That Jo Swinson article about google searches during her leadership, against the backdrop of the prevalence of casual misogyny in the recent leadership contest is a harsh reminder that as a woman in politics you just can't outrun structural inequality - no matter how good you are
You're never going to have ’gravitas’ or be charismatic or driven or have leadership potential. You’re always going to be too inexperienced. You're too young until you're too old. Don’t even think about looking a day over 30. Or having kids, or, dare we say it, choosing not to.
There is no way to be a woman in politics that makes you good enough for the kind of men who have already decided you're an object. No way of dressing to stop the weird online messages or weirder canvassing experiences that leave you shaking from something that isn't the cold.
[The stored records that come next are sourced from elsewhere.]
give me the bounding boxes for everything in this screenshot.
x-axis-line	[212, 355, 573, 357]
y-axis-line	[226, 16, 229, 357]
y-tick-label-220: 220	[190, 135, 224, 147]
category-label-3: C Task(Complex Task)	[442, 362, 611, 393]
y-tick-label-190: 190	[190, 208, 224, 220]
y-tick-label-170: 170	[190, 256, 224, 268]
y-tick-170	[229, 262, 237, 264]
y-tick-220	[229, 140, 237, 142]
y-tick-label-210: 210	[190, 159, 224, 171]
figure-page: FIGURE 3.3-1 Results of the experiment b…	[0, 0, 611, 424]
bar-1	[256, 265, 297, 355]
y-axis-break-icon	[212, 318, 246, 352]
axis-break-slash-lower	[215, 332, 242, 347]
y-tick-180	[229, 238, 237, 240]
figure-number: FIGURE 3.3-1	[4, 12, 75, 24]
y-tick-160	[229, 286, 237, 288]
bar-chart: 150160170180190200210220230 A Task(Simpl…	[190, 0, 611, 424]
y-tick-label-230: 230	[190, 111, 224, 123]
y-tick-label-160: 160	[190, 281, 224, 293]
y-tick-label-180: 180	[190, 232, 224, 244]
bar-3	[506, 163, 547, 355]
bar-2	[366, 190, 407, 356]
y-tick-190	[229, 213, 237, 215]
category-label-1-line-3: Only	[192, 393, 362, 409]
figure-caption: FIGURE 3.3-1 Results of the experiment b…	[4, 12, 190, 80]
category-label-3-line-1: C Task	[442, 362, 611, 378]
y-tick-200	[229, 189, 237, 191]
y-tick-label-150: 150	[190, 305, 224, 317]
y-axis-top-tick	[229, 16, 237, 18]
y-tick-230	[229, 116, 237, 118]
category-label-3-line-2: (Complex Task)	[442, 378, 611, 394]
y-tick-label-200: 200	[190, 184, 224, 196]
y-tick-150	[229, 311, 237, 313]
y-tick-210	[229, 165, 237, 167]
There is no way to be a woman in politics that will ever let you play on an even playing field. You’ll always have to work harder, block out more background noise, and have to bring your own chair to the table. On days when you don’t, you’re just waiting for the next day you will
I stopped trying to find the impossible balance between being a person & being free from gendered criticism in politics a while ago, having realised the only way you can do that is to not be there at all (which plenty of people I've found myself on the wrong side of would prefer)
But I really worry about how many brilliant women there must have been before me who didn't make it that far. How many are still trying, and how many quit. How many women who would be brilliant politicians who look at us all up to our necks in this stuff and think ’Nah’.